A month into the year, the first great novel of 2026 is here.
Patmeena Sabit’s debut, “Good People,” may remind readers of Celeste Ng’s bestselling “Little Fires Everywhere” in that it’s a domestic tale that reads like a propulsive thriller and springs from a clash of cultures. Sabit writes about the Sharaf family, who came to the Washington, D.C., area from Afghanistan and have become hugely successful — until tragedy erases all the progress they think they’ve made.
“Good People” takes the form of an investigation. We never hear from the Sharafs — father Rahmat, who built a business empire from nothing; devoted mother Maryam; son Omer, a budding entrepreneur; stunning daughter Zorah, who chafes at her family’s rules; and two little-seen younger children. Sabit presents us with dozens of eyewitness accounts from neighbors, friends, law enforcement and news media, all of whom attempt to understand a tragedy that’s revealed about one-third of the way through the book.
It’s riveting stuff, in part because the picture of the Sharafs is so complex as readers try to assemble the dozens of narrators’ accounts into a whole picture (and an explanation for the tragedy).
Most observers think the Sharafs triumphed over long odds. Some believe they turned their back on Afghan culture. Some claim they knew all along about fractures in the family. Others believed the Sharafs lived a fairy tale. All are stunned by secrets that eventually emerge.
A key theme of “Good People” is the cultural schism the Sharafs weather; the parents are proud of how successfully their children navigate American customs but often baffled by the behavior of Zorah, in particular. She considers herself American, but her parents cling to the way things worked in Afghanistan and expect her to observe practices they grew up with, including arranged marriages and filial piety. Early in the book, it becomes clear those tensions will explode somehow, which they do when Zorah dates a young man her father disapproves of, as described by a family friend:
“In [Afghanistan], a thousand men would have stood with [Rahmat]. They would have dragged that bastard through the streets by his greasy head and buried him alive and then buried his father and brothers on top of him as a lesson to his whole tribe. They would have had that girl back under her father’s roof before the sun went down on the day she ran away. God, custom, the law — everything would have been on his side. But here? Here he was the guilty one."
That’s one of the more extreme views, but I kept changing my mind about who was in the right as I read, for instance, Zorah’s social worker’s sympathetic account of a disagreement with her family alongside her friend’s increasingly concerned narrative. A key to the success of this is how deftly Sabit captures dozens of voices, ranging from old country friends who use Afghan idioms (“they were going to crawl into our eyes,” meaning “try to convince us not to believe what we’re seeing”) and reporters who seem to know more than their just-the-facts accounts can reveal.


• **PROBLEM TO WORK ON**:
For the records that follow, please set down exactly the lines between the one holding "Describe the element at coordinates (68, 239)" and the one holding "Image resolution: width=684", inclusive, and only those.

• **DATA SUPPLIED**:
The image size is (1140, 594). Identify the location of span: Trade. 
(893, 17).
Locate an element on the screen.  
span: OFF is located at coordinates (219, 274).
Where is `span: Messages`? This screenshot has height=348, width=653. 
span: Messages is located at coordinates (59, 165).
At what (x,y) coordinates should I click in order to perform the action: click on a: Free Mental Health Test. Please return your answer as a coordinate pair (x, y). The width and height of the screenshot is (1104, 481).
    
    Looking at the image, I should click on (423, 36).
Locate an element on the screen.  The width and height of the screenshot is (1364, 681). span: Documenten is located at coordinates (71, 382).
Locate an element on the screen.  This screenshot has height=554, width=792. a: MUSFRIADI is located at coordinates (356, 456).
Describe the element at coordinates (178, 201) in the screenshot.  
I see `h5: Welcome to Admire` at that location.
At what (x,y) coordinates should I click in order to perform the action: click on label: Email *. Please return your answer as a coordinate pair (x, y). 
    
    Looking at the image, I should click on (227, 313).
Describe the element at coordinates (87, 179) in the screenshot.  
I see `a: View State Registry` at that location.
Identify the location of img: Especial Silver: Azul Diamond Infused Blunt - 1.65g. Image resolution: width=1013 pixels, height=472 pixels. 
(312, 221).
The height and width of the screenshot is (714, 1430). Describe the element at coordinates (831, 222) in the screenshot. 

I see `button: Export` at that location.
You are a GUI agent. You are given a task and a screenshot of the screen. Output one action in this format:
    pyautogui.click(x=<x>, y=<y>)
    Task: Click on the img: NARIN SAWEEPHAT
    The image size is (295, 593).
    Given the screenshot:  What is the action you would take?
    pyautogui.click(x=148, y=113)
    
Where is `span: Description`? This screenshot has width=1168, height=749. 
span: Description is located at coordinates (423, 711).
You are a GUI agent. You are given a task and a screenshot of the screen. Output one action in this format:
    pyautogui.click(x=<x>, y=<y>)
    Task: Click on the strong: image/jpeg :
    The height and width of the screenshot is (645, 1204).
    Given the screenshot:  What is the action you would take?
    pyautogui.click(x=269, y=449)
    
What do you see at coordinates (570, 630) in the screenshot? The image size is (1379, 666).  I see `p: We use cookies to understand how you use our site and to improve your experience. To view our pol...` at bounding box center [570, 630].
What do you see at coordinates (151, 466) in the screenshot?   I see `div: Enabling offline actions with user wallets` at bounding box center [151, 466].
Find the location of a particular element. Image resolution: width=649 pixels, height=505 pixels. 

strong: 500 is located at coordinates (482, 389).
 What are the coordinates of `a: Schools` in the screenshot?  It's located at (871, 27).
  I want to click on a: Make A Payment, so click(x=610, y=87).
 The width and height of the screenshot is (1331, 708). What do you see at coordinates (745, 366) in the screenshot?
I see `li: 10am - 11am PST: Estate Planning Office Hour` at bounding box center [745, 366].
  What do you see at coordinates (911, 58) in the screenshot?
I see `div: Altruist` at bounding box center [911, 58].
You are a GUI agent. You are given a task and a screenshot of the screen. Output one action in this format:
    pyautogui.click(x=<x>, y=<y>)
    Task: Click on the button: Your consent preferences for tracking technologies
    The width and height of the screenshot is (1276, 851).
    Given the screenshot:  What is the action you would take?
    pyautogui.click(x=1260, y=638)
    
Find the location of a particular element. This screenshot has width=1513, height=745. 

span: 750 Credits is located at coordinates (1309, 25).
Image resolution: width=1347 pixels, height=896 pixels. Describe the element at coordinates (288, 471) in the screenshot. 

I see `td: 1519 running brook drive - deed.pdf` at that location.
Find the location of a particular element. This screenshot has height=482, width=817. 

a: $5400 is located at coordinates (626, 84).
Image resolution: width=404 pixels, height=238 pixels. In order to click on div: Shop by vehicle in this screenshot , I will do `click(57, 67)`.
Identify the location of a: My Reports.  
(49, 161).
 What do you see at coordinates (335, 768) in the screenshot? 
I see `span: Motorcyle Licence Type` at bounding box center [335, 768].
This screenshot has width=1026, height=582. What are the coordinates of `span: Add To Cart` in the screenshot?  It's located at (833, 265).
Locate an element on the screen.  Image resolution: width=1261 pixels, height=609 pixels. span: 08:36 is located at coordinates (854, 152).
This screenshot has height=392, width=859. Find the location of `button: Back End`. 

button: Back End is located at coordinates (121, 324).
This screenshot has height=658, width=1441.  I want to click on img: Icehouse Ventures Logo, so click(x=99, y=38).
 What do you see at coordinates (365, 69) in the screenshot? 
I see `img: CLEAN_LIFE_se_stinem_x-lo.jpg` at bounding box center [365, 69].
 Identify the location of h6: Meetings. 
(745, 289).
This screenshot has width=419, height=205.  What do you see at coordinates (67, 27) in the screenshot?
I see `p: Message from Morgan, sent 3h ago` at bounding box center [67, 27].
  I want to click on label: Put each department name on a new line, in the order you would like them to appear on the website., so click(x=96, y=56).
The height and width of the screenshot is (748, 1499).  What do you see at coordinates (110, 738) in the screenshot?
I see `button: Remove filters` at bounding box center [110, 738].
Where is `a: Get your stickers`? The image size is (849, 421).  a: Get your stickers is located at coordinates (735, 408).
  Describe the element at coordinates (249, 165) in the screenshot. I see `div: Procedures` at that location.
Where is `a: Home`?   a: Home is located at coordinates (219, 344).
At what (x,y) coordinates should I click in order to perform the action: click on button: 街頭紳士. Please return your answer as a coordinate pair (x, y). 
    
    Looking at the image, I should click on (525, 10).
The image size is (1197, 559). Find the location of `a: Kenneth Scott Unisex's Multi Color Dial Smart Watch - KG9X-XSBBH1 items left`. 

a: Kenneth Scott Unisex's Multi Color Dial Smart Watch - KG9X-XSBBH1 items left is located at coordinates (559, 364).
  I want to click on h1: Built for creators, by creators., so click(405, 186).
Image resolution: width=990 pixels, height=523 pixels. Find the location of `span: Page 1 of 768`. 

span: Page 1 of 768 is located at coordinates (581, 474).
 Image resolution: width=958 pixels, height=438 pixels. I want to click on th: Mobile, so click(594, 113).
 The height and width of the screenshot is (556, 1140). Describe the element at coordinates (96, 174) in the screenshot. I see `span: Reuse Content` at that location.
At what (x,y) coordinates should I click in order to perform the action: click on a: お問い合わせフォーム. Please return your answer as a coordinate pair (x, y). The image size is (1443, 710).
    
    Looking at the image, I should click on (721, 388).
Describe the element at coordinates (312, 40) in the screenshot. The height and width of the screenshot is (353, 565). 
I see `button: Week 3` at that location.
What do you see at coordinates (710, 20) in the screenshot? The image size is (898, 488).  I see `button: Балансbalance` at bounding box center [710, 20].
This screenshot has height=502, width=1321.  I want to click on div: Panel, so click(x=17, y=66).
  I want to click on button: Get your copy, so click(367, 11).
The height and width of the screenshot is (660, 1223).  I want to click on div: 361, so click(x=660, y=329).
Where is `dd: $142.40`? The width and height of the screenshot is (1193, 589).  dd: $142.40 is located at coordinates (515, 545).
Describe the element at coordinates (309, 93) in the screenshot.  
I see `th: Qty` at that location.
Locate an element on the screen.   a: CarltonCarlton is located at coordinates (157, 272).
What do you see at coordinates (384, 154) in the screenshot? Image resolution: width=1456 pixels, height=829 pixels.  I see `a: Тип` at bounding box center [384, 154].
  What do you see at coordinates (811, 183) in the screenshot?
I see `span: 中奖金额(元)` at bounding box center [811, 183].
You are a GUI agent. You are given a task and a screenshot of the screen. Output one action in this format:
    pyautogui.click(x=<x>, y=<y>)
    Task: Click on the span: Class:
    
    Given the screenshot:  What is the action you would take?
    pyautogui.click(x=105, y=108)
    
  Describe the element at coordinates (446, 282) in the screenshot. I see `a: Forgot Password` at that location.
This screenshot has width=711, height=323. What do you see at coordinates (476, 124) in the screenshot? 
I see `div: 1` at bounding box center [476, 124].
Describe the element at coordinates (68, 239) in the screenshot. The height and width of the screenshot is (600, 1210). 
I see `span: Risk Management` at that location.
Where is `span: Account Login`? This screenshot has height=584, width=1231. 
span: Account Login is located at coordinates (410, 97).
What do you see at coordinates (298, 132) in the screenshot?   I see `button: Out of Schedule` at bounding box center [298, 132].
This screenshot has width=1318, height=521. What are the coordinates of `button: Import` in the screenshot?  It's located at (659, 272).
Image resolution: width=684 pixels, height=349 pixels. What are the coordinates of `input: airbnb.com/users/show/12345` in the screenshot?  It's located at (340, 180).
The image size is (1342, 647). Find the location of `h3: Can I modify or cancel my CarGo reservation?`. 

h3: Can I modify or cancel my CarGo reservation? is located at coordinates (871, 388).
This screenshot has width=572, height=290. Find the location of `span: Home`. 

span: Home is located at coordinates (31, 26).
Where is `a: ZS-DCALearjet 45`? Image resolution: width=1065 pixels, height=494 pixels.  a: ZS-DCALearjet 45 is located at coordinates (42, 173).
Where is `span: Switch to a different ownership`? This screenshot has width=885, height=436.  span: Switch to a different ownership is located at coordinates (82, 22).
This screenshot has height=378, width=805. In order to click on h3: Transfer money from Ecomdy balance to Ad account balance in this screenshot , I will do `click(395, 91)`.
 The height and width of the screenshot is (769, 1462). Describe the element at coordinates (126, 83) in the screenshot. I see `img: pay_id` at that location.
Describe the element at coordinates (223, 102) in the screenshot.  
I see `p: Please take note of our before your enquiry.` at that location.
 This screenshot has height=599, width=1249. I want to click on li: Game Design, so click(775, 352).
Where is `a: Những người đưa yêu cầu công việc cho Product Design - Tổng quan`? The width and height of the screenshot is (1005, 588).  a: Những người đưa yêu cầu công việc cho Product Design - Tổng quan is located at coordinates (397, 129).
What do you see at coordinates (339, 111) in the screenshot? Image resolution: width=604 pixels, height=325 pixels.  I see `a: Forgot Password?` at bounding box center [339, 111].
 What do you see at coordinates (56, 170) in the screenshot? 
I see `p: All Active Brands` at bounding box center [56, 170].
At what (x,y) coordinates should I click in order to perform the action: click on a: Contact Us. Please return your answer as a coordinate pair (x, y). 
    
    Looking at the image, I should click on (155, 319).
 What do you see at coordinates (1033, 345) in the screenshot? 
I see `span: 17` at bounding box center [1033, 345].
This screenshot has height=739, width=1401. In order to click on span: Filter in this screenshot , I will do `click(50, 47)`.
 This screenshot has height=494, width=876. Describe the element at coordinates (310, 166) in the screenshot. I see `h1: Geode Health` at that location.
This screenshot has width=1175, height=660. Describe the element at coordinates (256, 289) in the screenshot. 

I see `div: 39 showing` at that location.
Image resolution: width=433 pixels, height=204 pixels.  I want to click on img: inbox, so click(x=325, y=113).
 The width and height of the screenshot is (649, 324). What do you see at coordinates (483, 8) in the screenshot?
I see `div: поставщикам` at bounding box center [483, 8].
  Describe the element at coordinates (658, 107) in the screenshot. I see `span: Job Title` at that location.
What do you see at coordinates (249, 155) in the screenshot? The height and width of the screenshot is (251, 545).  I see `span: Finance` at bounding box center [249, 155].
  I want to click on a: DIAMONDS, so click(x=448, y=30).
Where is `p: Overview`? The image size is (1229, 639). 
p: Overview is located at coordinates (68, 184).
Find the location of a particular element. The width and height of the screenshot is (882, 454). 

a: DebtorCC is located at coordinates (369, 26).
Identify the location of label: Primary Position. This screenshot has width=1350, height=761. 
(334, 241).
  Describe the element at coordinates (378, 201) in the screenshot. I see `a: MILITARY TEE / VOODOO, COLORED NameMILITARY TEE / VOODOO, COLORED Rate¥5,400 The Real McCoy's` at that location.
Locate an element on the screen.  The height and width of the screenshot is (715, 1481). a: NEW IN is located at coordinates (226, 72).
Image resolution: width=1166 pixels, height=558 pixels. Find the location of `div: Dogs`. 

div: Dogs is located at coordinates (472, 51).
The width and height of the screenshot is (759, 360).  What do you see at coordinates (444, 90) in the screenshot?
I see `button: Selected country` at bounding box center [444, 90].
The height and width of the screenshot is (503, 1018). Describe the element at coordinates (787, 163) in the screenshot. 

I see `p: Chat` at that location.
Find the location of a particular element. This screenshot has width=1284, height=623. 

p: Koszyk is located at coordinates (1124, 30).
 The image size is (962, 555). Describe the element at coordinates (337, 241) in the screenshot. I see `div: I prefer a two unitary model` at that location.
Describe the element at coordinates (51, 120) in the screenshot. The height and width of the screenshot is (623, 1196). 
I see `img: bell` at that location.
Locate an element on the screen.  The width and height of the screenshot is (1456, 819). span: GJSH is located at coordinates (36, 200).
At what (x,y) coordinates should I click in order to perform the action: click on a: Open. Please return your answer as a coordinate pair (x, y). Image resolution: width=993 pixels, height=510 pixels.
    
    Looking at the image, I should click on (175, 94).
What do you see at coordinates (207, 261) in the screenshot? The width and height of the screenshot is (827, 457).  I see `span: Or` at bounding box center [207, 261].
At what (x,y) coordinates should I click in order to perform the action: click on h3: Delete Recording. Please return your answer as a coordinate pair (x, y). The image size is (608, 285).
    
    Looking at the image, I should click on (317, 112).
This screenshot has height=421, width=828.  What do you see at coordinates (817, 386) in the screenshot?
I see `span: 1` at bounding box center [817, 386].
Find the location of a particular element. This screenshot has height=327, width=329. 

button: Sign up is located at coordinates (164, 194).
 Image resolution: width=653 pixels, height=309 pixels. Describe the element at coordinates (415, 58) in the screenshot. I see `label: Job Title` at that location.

• **WRITTEN REPLY**:
Describe the element at coordinates (68, 239) in the screenshot. The height and width of the screenshot is (600, 1210). 
I see `span: Risk Management` at that location.
Where is `span: Account Login`? This screenshot has height=584, width=1231. 
span: Account Login is located at coordinates (410, 97).
What do you see at coordinates (298, 132) in the screenshot?   I see `button: Out of Schedule` at bounding box center [298, 132].
This screenshot has width=1318, height=521. What are the coordinates of `button: Import` in the screenshot?  It's located at (659, 272).
Image resolution: width=684 pixels, height=349 pixels. What are the coordinates of `input: airbnb.com/users/show/12345` in the screenshot?  It's located at (340, 180).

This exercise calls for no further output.